Just received my GL-MT6000 yesterday and got it configured - really happy with it so far.
Updated to firmware 4.5.3 upon initial configuration.
Connected to a local fiber provider who provides an optical network terminal with 4 WAN ports on it (ie, I can connect multiple routers to it and have multiple 1 Gbps connections - I’ve tested this with speedtest and each connection seems to have its own 1 Gbps cap on it)
I am configured to use Cloudflare encrypted DNS, with dnscrypt.ca-1-doh as a backup.
One port uses a static address, the second port uses a dynamic address (from the ONT)
I run Privoxy on the router, along with adblock (not the AdGuard Home subscription service, just the adblock package) - both are managed through Luci plugins (I’ve run openWRT for years, so am familiar with using that interface, but have done all the network configuration through the GL WebUI). I have tried disabling both of these services, but it doesn’t seem to make a difference.
What happens is that sometimes I connect, and sometimes my browser responds with a ‘tunnel failed’ (Chrome on Linux).
What I’d like to do is use load balancing to be able to use the two WAN ports so multiple devices can use up to a total of 2 Gbps - but I seem to be missing something that would have it work reliably.
Failover mode works flawlessly, but I’d really like to be able to double my effective speed.
This is not really possible as the data streams are distributed. As a result, a client can still only achieve 1 Gbps with one data stream. However, if the software can cope with the packets coming in via different IPs and MACs, it could theoretically work - in reality this is not the case. Especially not with encrypted data such as HTTPs.
WAN bonding usually requires a remote station that supports this.
Thanks for the quick follow-up. I should clarify that I understand that it’s essentially only allowing a single device up to 1 Gbps output - that’s as fast as I need for a single device.
But if I have two devices that are doing high-bandwidth operations (like a big download on my PC and a big download on my PS5), I’d like the streams to be balanced between the two connections, which is what I understand this functionality is supposed to do. (ie, not looking for bonding, just distributing streams over the multiple connections)
Sorry I wasn’t clear about the intent. Since the LAN ports only are 1 Gbps ports, I do understand that no single device can use more than 1 Gbps of bandwidth. That’s perfectly fine.
Thanks! Yeah, that’s what I’ve done so far is enabled it in the GL webUI. Failover works really well (a slight delay in DNS lookups while it’s failing over). Was hoping it would be just a question of turning it on and then setting the values to 0 for the Repeater and Tethering load ratios (since those interfaces aren’t in use - I suspect that’s not necessary, though).
I’ve worked with other load balancers (reverse proxies, mostly - haproxy and a proprietary reverse web proxy from a company I used to work for), but the concepts are all the same - just the traffic direction is reversed (since this is a forward load balancer rather than a reverse load balancer).
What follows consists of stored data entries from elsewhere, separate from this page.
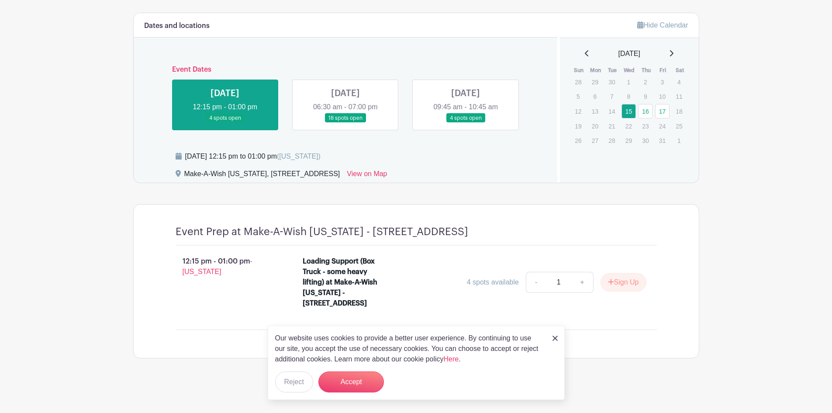  Describe the element at coordinates (595, 140) in the screenshot. I see `p: 27` at that location.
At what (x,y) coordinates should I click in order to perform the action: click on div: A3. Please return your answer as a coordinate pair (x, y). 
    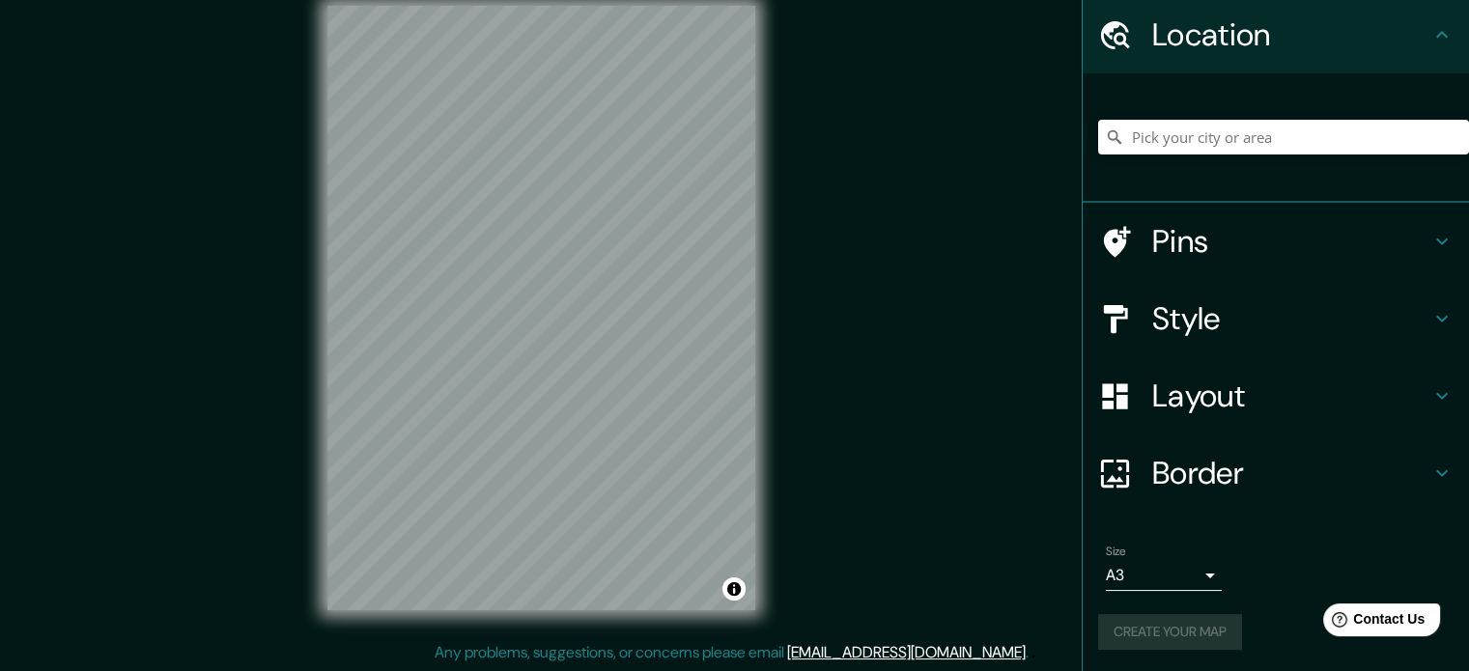
    Looking at the image, I should click on (1164, 576).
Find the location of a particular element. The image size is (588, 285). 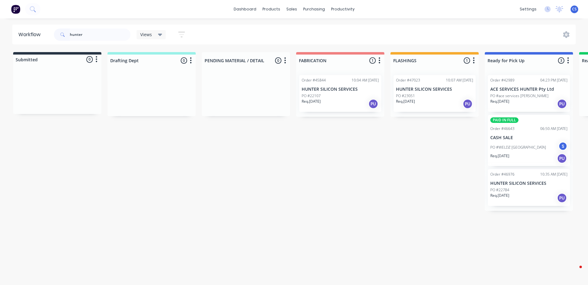

span: CS is located at coordinates (574, 9).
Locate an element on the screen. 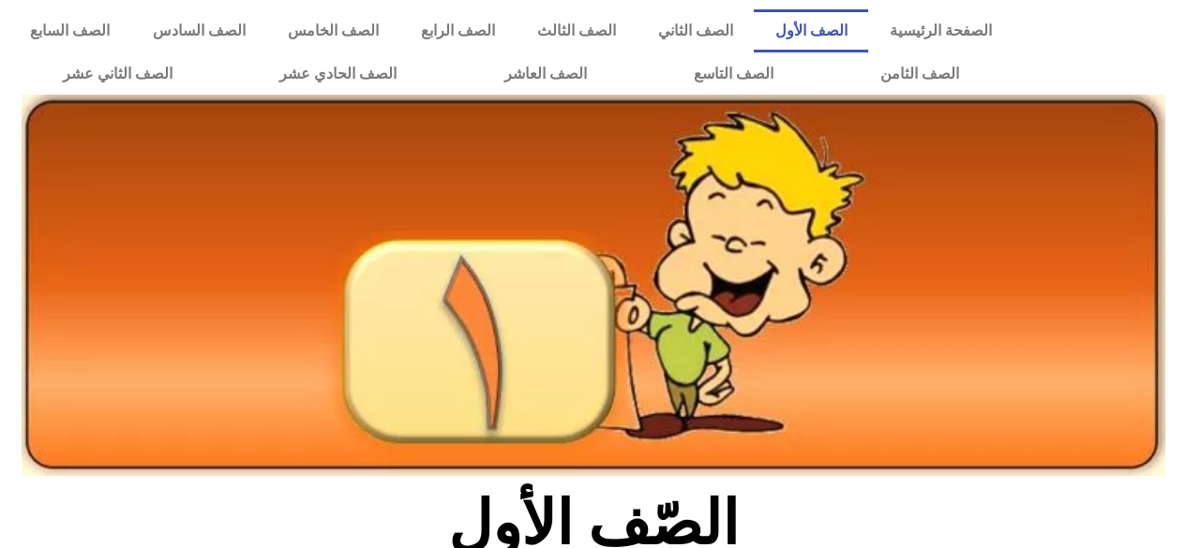 The image size is (1186, 548). a: الصف الحادي عشر is located at coordinates (337, 74).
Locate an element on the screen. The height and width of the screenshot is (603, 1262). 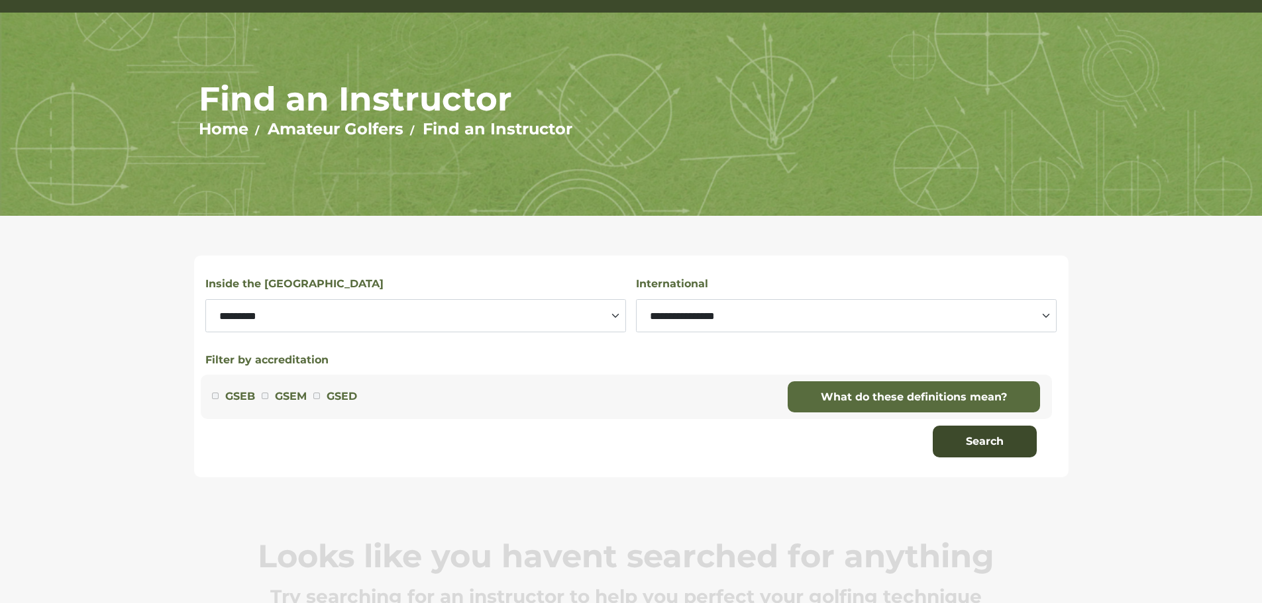
a: Amateur Golfers is located at coordinates (335, 128).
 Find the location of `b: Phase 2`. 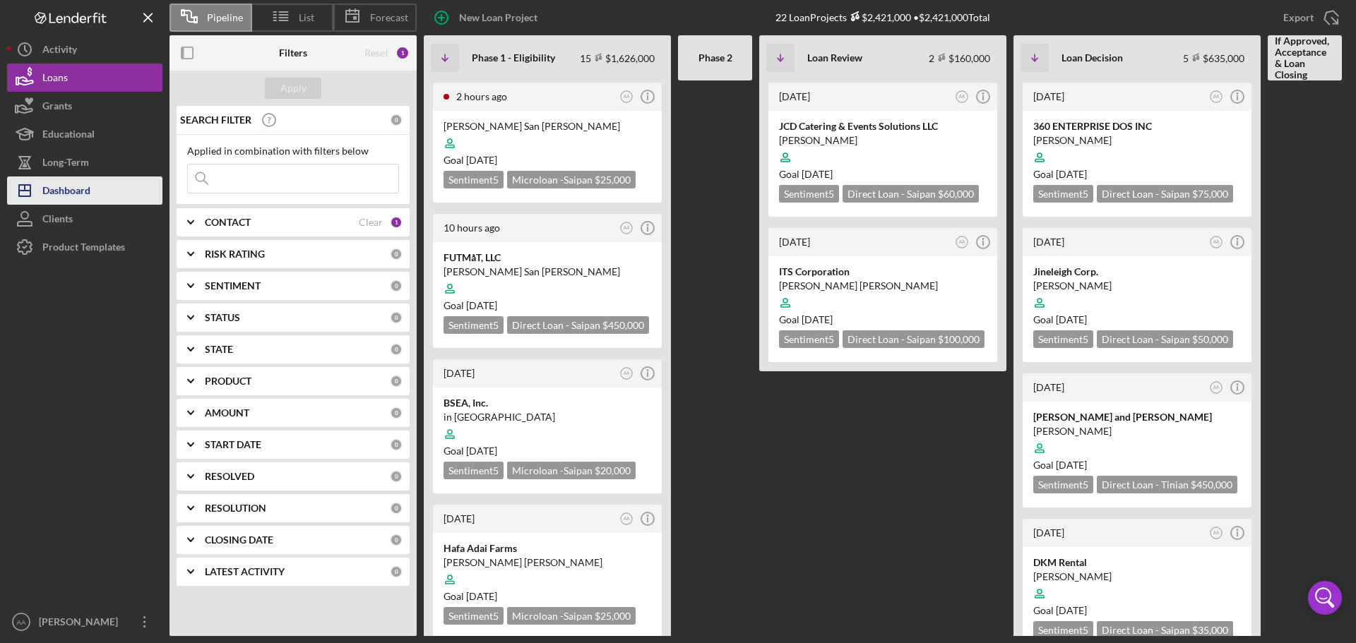

b: Phase 2 is located at coordinates (715, 58).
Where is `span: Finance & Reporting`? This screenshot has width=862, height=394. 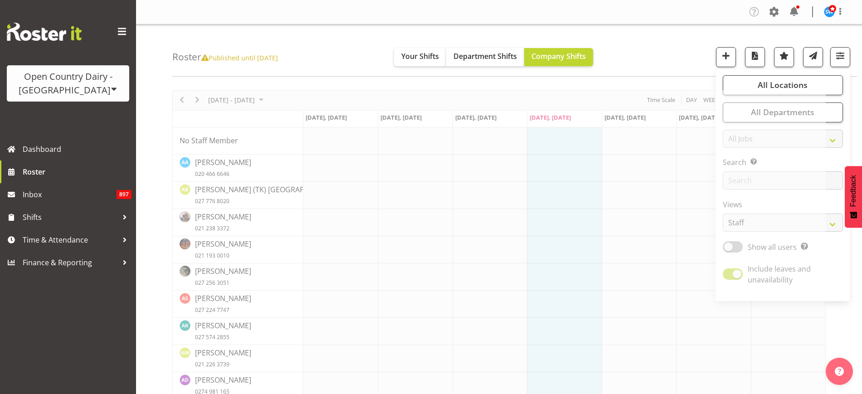 span: Finance & Reporting is located at coordinates (70, 263).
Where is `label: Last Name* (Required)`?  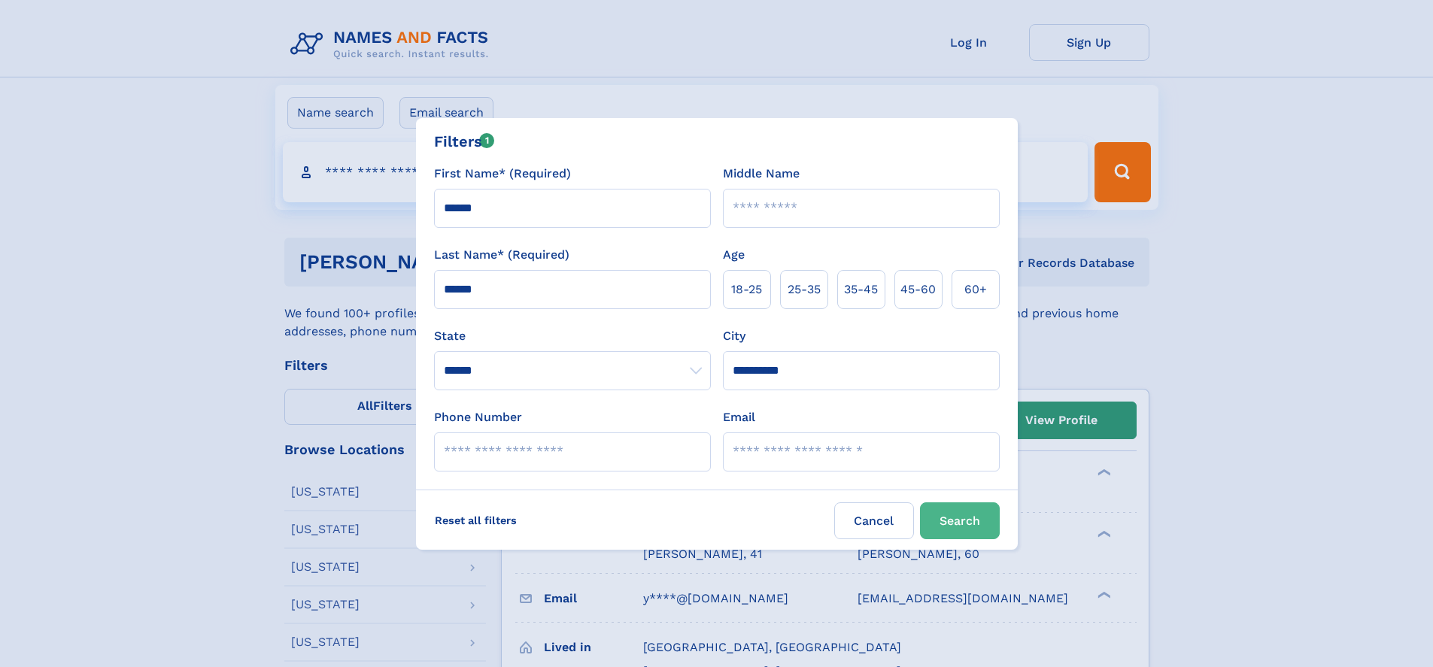 label: Last Name* (Required) is located at coordinates (502, 255).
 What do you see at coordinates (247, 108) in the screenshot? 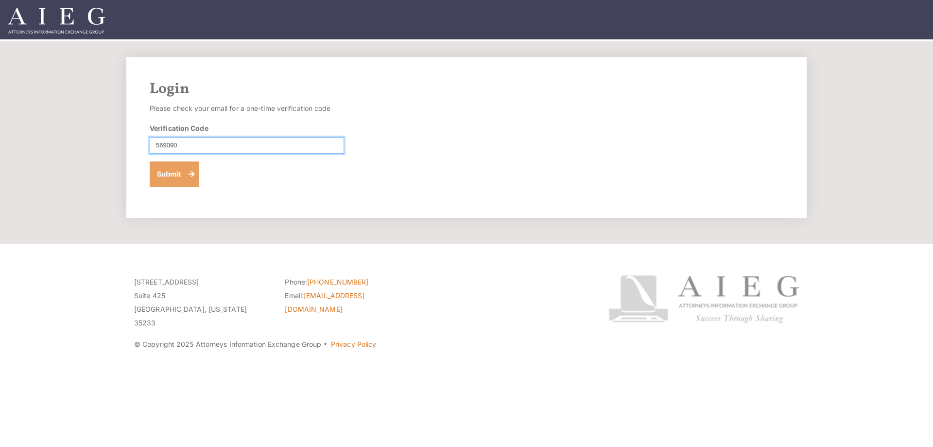
I see `p: Please check your email for a one-time verification code` at bounding box center [247, 108].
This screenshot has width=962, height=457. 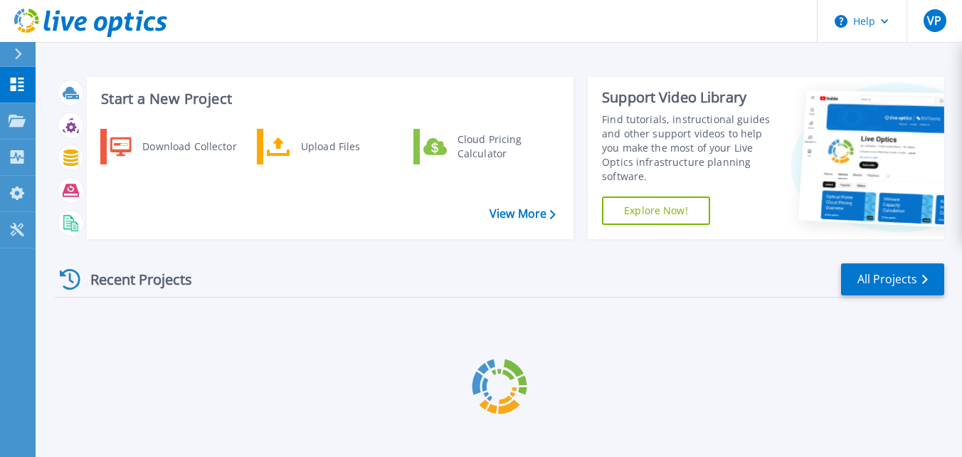 What do you see at coordinates (690, 97) in the screenshot?
I see `div: Support Video Library` at bounding box center [690, 97].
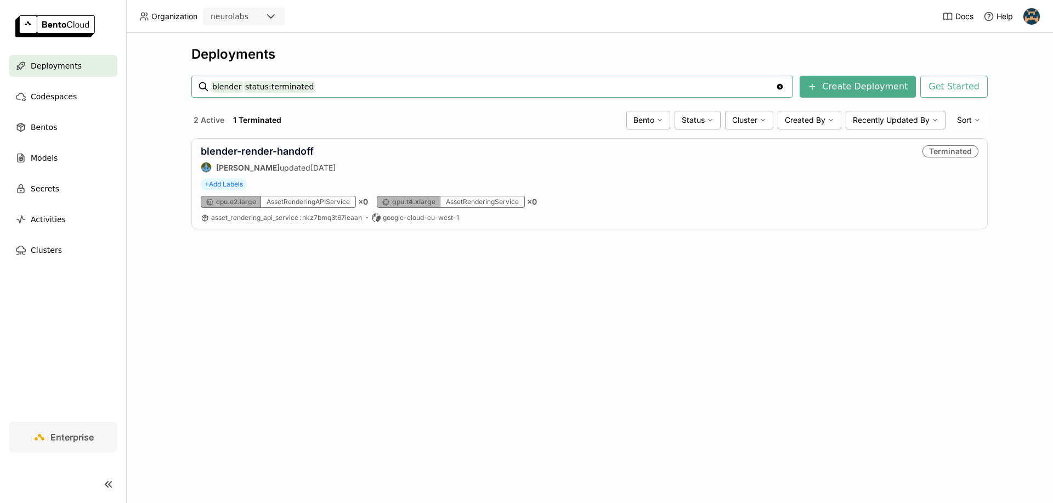 This screenshot has width=1053, height=503. What do you see at coordinates (644, 120) in the screenshot?
I see `span: Bento` at bounding box center [644, 120].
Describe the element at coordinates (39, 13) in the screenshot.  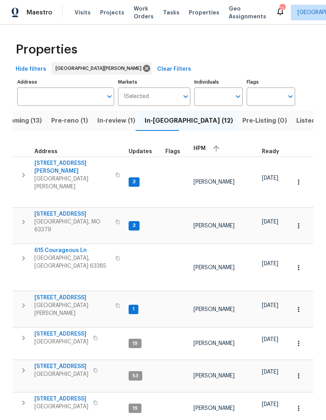
I see `span: Maestro` at that location.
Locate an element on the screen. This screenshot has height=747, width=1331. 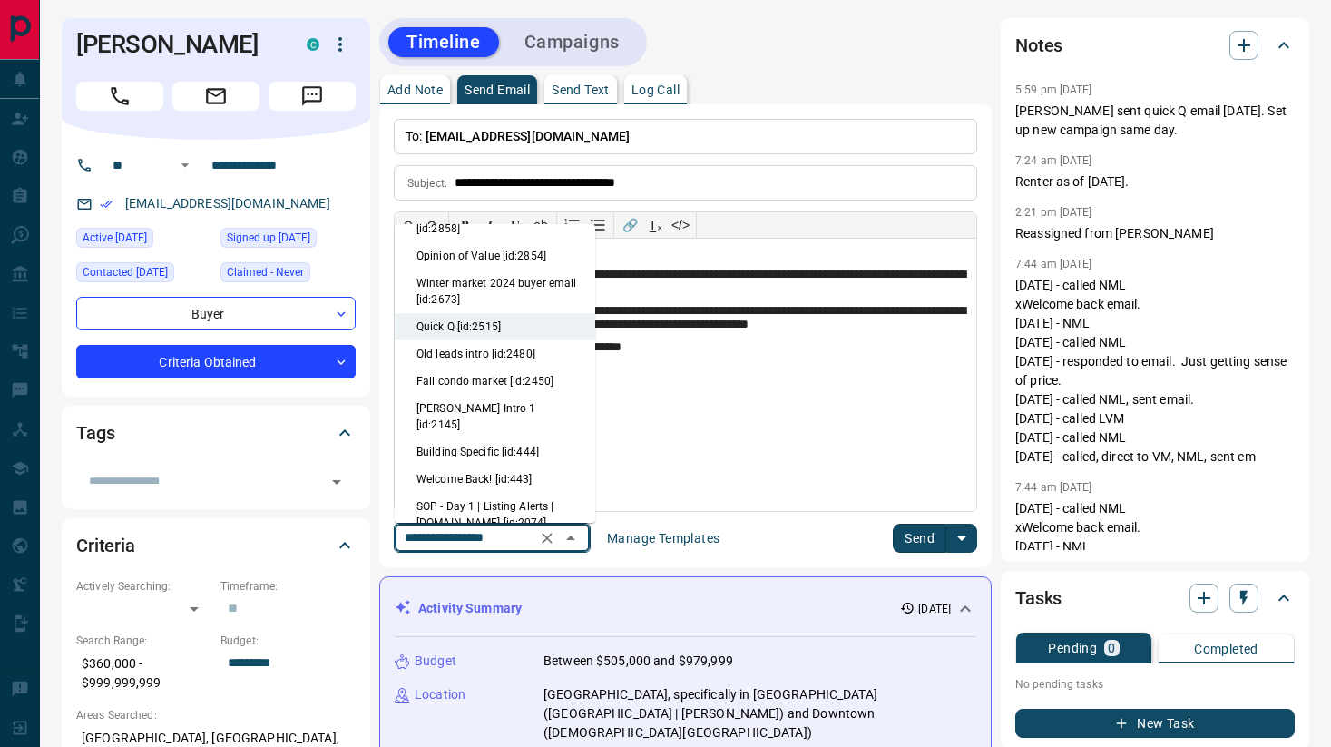
svg: Email Verified is located at coordinates (106, 204).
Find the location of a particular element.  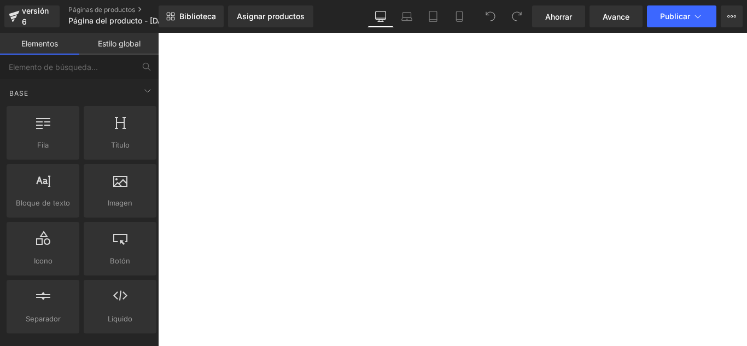

font: Asignar productos is located at coordinates (271, 16).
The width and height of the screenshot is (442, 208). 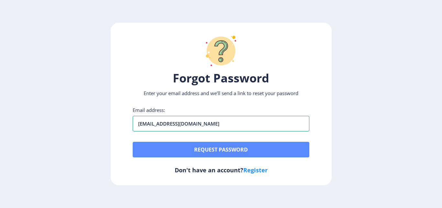 I want to click on p: Enter your email address and we’ll send a link to reset your password, so click(x=221, y=93).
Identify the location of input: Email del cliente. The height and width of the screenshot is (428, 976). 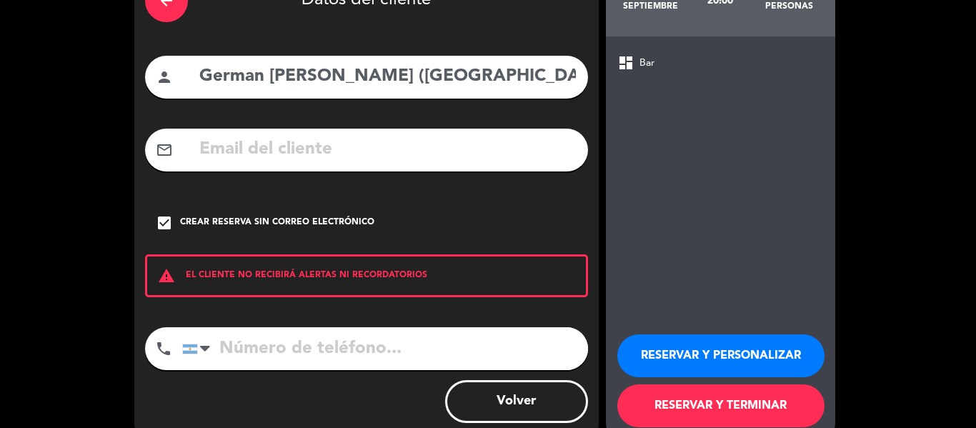
(387, 149).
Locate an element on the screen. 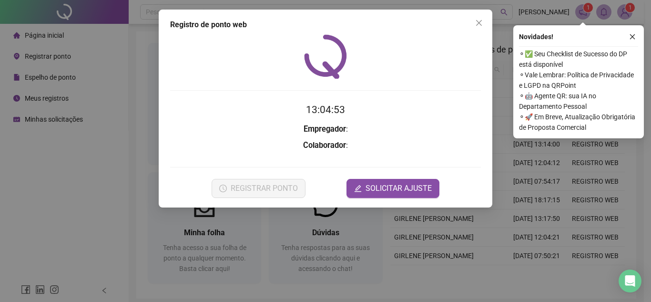  span: edit is located at coordinates (358, 188).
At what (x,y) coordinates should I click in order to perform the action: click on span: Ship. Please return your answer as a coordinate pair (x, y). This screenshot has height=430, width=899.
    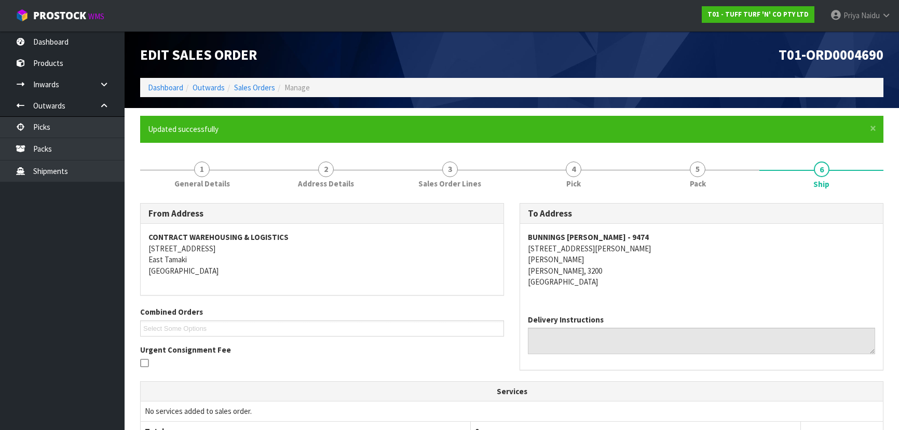
    Looking at the image, I should click on (821, 184).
It looks like the default multi-wan configuration uses GL’s multiwan rather than mwan3 (installed package is gl-sdk4-ui-multiwan - but I don’t see any other multiwan-related packages installed by default - I don’t see that mwan3 is installed by default).
According to the docs at Multi-WAN - GL.iNet Router Docs 4 - it looks like setting eth0 and eth1 to “1” and tethering and repeater to “0” is the right decision. The two ethernet interfaces are the same speed, so that would balance at a 1:1 ratio between the two interfaces.
I’m figuring this would be easier to configure if I can get it to work - and if there’s a bug that needs to be investigated, then I’m happy to experiment to determine what it is.
Thanks - so am I to understand that either (a) I should leave everything at “1”, or (b) that setting the disconnected interfaces to any value won’t matter because they’re not used?
In either case, how do I get this functionality to work properly? Or will that change address the issue?
That’s right.You can set the value of both to 1, so it will be the same probability when visiting different sites.However, for a site that has established a connection, it will not use another Ethernet port to establish a connection unless the Ethernet port that established the connection cannot provide the network.
When I turn it on, I still am seeing my browser say that the tunnel could not be established - but it’s inconsistent. Same sort of thing with Discord - sometimes it stays connected, and sometimes it fails to connect.
How can I troubleshoot this to determine why it’s not working as expected?
That doesn’t seem to have helped - but I’m not sure how that would apply with load balancing (I can see how it would affect failover - but that’s working fine).
Well, just unplug eth1 (WAN) and plug backup mobile data via USB (eth2)? Only manual to do? I can’t change my main LAN network range because some devices have static IP (CCTV, Pi, Qnap, etc)
This seems separate from my issue about using the Multi-Wan feature for load balancing. Perhaps you should start your own topic with your question to get it better visibility.
I don’t have an answer for my question here about how to effectively get the multi-wan feature working properly.